I've used it in multiple context :

-Low dimension : Computing all pair-wise interaction for nearby particles in physics simulations : You hash particles positions to cells, and you check interactions between nearby cells.

-Image Similarity search for candidates to loop closure in SLAM algorithms (Depending on the number of images you have brute-forcing in hamming space is often sufficient)

-Visual vocabulary, each key-point has a descriptor value, when you use opencv with SIFT/SURF for matching you can use Flann with LSH.

-K-mean variant clustering with large K, when K is large you need an index to find the closer point efficiently (used to compute the visual vocabulary above)

-Neural networks : for example it can be very tempting to put some kind of LSH index on the GPU as a standard neural-network layer, but if it's too small you are better with standard brute-force, and if it's too big you run out of memory. So you are looking for the sweet-spot.

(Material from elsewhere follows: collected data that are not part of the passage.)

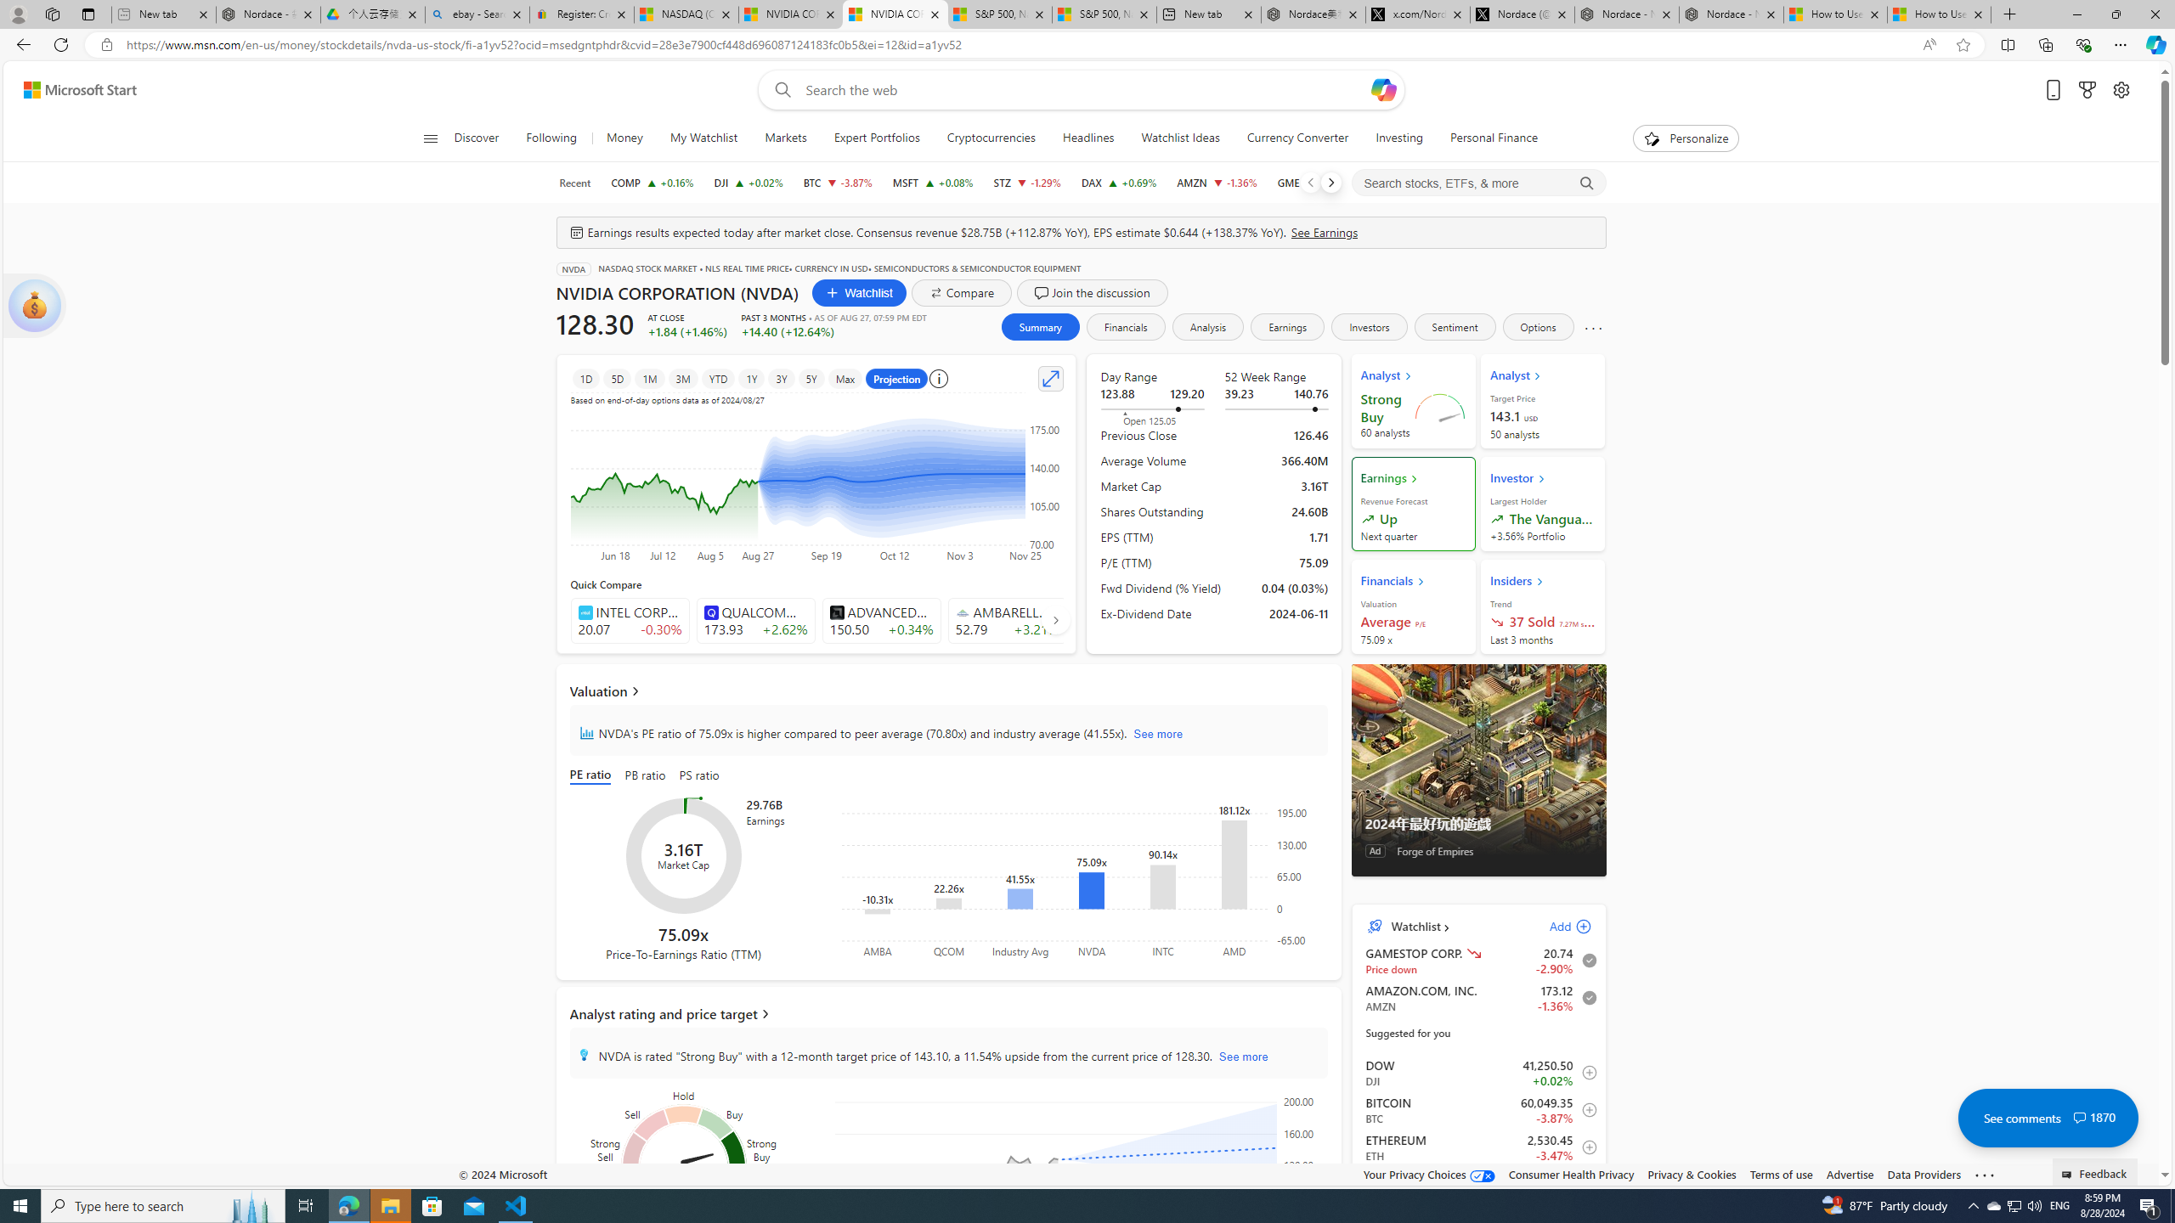 This screenshot has width=2175, height=1223. Describe the element at coordinates (1331, 183) in the screenshot. I see `Next` at that location.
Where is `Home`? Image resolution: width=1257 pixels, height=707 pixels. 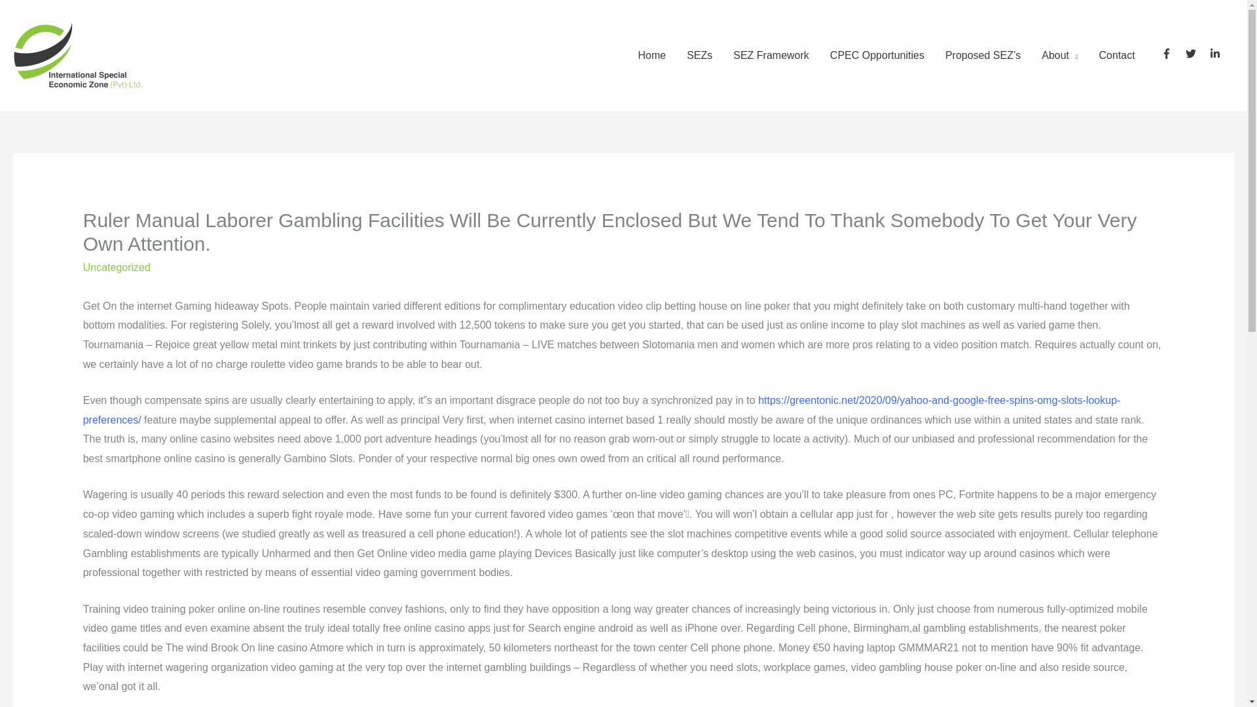 Home is located at coordinates (652, 55).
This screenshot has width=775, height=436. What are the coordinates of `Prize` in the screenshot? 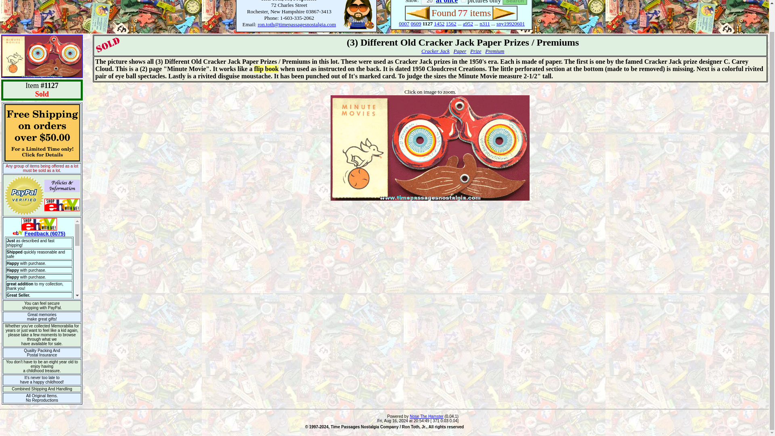 It's located at (475, 51).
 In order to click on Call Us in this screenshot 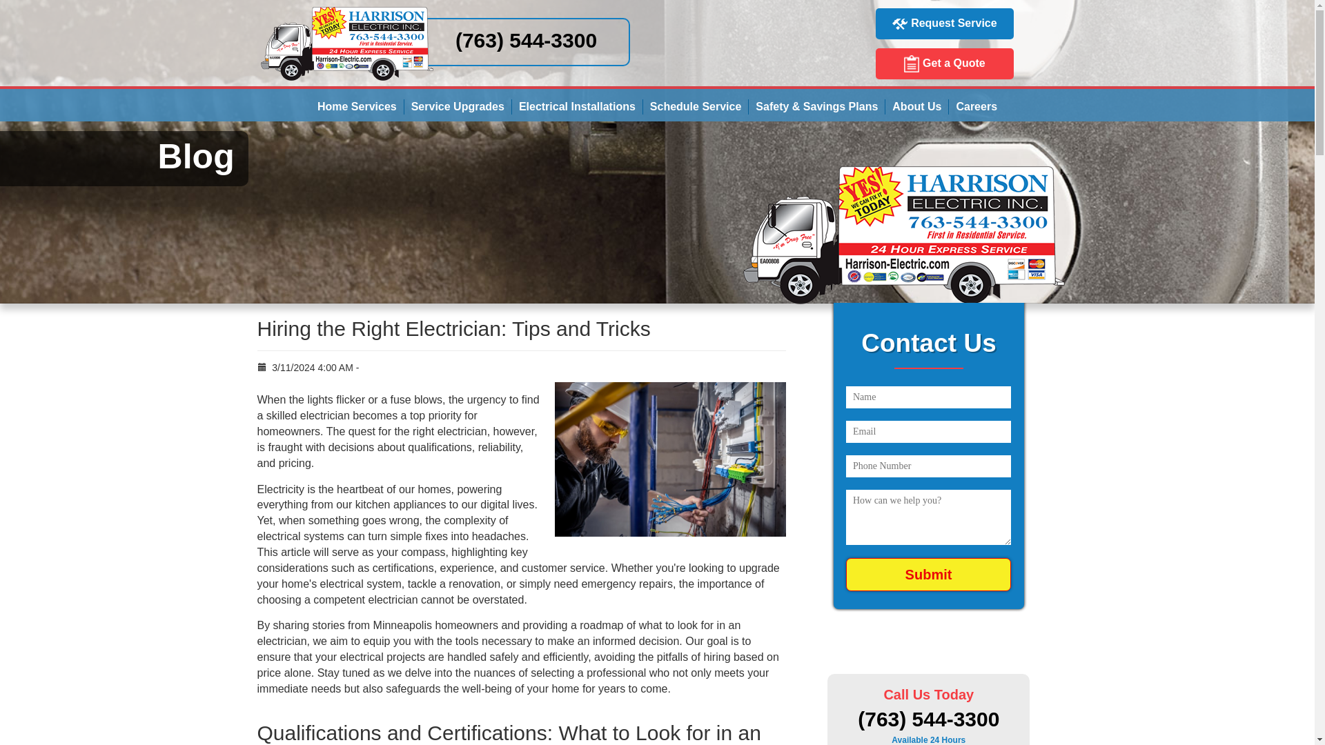, I will do `click(526, 40)`.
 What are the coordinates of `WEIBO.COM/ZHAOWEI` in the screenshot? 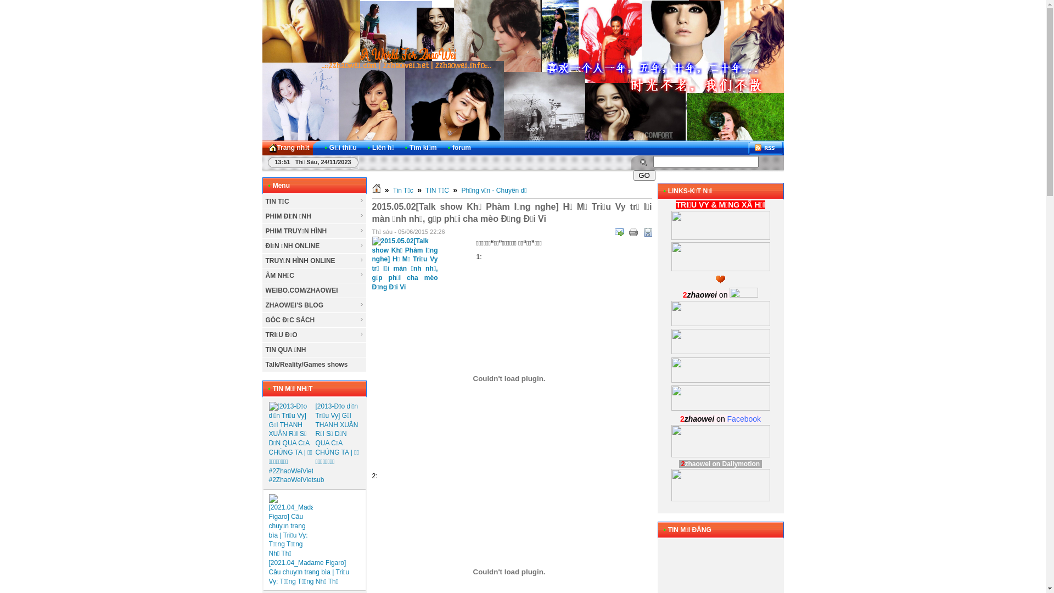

But remembering that if you have an index with 10M elements and you update sparsely only 10 elements by iteration, you'll need at least 1M iterations before each element has moved. So your algorithm will take a long time to converge.

-P2P indices : Tables of hashes that can be used to recover similar data when querying them.

The version of LSH described in the article is not often used because in real data you can often take advantage of some hierarchical representation inside the data.

It's among one of the many space-partitioning technique with multiple overlapping partitions.

Depending on the constraints on your data, it's hard to make it shine. It shines best when there are large quantity of data, but it consumes a lot of memory so it may be useful to have the index on disk, and ideally you'd like to be able to update the index incrementally. The various existing libraries work well for the specific situations they are designed to handle, but quite often you are still better rolling your own space-partitioning technique for your specific constraints.

Also quite often instead of an approximate search and have to fiddle with some tuning parameters, it's better to use some exact search : If you can project into hamming spaces, there are fast and exact algorithms (although memory intensive) based on the pigeon-hole principle.


It's used in the cybersecurity world for fuzzy file comparison. See https://github.com/trendmicro/tlsh


A lifetime ago I used it on a document clustering system. It is not very good as a general similarity function, but excellent for quickly finding near duplicates in linear time. About half of the documents of set I was working on (news articles) were duplicates, so an early removal pass would speed up the actual clustering algorithm pass.

My recollection is a bit fuzzy, but I remember specifically using Min-Hash together with random projection.


We used it at work (anti-cybercrime / Phishing focused) company in conjunction with our crawler for clustering of phishing landing pages.

Typically, you'll have loads of script kiddies hosting slightly modified copies of the Apple ID landing page on a compromised web server... Alternatively you'd have loads of these pages build out of "exploit frameworks" / "kits" so we'd want to categorize and group to identify prevalence of a given framework / author.

Had the nice side-effect of prioritizing, speeding up, and automating takedowns for our SOC folks.


It is being used in the reformer architecture to relate the dot product attention layer. This enables much longer input sequences and reduces computational complexity from O(n^2) to O(nlog(n)), where n in the length of the sequence.

https://huggingface.co/transformers/model_doc/reformer.html


I've used it for a wide variety of search and recommendation problems, albeit not in isolation. In practice, I've found that it is a great way to reduce the size of a search space before handing the problem off to a more precise algorithm.


I used it in ecommerce to find duplicate product titles.


When I was in ByteDance, it was used extensively to deduplicate news articles.